If I’m not mistaken, there is currently a fundamental issue with the ISel table patterns for two-address instructions (e.g. add
). I first ran into this problem when examining the problem below, which should return 69
, but returns 70
.
In this IR, with a
initialised to 34
, the value of %9
should be 69
(note that %9 = %6 + %8
, where
%6
is the initial value of a
(i.e. 34
), and %8
is %6 + 1
(i.e. 35
), so %9 = 34 + 35 + 69
).
defun main (%0, %0, %0) global leaf nomangle {
bb1:
%4 │ │ .ref b | @integer
%5 │ │ .ref a | @integer
%6 │ │ load %5 | integer
%7 │ │ imm 1 | <integer_literal>
%8 │ │ add %6, %7 | integer
│ │ store into %4, %8 | void
%9 │ │ add %6, %8 | integer
│ │ ret %9 | void
}
However, the result of the load
is clobbered by the first add
in the backend:
r1 | mov "a" integer, r1 8 DEF ; <-- This value, loaded into r1,
v8 | add 1, r1 8 ; <-- is clobbered by the add here,
r2 | mov r1 8, r2 8 DEF
v5 | mov r2 8, "b" integer
v9 | add r2 8, r1 8 ; <-- but intended to be used here.
r1 | ret
The reason for this seems to be the following rule in the ISel table:
match
MIR_ADD i1(Register lhs, Register rhs)
emit {
MX64_ADD(rhs, lhs)
MX64_MOV(lhs, i1)
}
The fundamental problem here is that the add
clobbers one of the operands before the result is moved
into a new register. Presumably, this rule assumes that neither operand will be used after this add
. This is often not true in optimised codegen. This ISel rule is correct, iff this add
instruction is the last use of both lhs
and rhs
.
A while ago, I mentioned this case and that, if the operand to an instruction in a pattern happens to be used somewhere outside the pattern, the pattern can generally not be applied. I don’t know if we’re checking for that at the moment, but we should.
The most general way of emitting a two-register add
correctly if the operands need to be preserved would be to move either operand into a new register and add the other operand into that new register. This means that, in this particular case, the pattern should work if we swap the order of the mov
and add
and add into i1
, but I haven’t thought about this too much.
Irrespective of that, there are cases (such as that of adding an immediate and a register) where the ‘ideal’ codegen (add the immediate directly into the register, clobbering it, which is 1 add
instruction) and the ‘operands-preserving’ codegen (move either operand into a new register and add the other one, preserving the register operand, which is 2 instructions, 1 mov
+ 1 add
) are not the same.
This means that, for those cases, we need both ‘ideal’ patterns that are applied iff the operands of all instructions in the pattern are not used outside the pattern (however, it’s ok if an operand of one instruction in the pattern is used by another instruction in the same pattern), as well as ‘fallback’ patterns that must not clobber any of their operands.
Side note: Yes, for add
in particular, we can also use lea
instead to get around this, but this problem persists in all the other two-address instructions that clobber one of their operands.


Description of the task: Which lines in the records below mention the word "from"? Copy each one out.

[Data items]
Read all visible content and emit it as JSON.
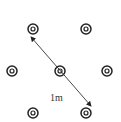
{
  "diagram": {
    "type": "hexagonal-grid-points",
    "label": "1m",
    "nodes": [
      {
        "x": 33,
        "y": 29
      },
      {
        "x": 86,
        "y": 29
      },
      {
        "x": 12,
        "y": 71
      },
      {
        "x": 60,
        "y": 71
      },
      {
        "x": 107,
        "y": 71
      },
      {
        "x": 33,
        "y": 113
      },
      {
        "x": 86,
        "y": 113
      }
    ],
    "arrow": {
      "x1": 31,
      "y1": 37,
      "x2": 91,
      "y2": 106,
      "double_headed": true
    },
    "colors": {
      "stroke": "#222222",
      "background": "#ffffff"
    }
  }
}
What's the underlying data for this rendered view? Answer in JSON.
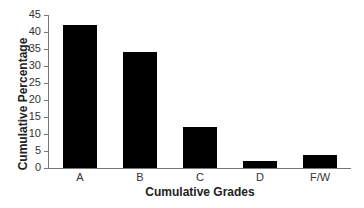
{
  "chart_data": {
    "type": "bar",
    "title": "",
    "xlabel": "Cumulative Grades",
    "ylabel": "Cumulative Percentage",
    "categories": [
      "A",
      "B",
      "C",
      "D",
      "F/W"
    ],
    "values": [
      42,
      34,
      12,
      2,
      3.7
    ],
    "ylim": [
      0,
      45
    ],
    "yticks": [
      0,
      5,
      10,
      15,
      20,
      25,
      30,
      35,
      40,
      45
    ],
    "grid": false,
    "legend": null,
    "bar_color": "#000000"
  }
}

---

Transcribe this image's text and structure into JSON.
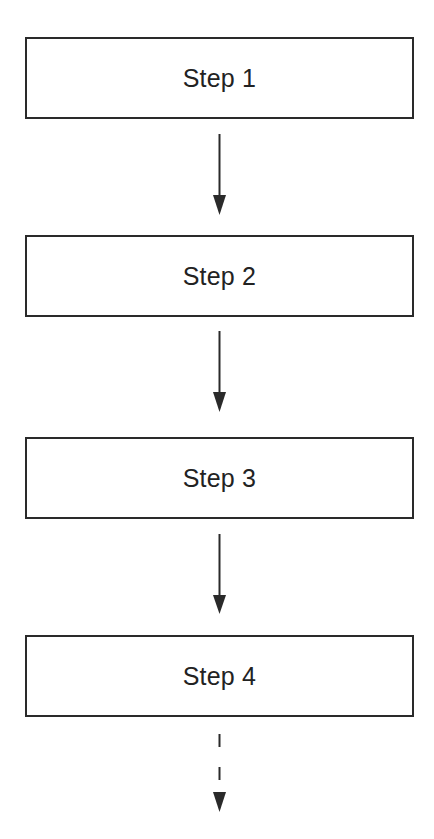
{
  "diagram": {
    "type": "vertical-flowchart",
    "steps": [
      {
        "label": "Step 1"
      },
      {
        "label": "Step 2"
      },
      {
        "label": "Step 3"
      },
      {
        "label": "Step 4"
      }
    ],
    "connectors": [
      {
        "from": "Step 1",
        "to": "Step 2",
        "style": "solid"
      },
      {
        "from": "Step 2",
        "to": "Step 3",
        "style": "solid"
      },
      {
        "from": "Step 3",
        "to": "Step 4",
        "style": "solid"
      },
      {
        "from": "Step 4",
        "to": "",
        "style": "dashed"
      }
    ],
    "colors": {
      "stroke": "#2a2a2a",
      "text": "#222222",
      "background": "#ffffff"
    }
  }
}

Result of this task:
        "from": "Step 1",
        "from": "Step 2",
        "from": "Step 3",
        "from": "Step 4",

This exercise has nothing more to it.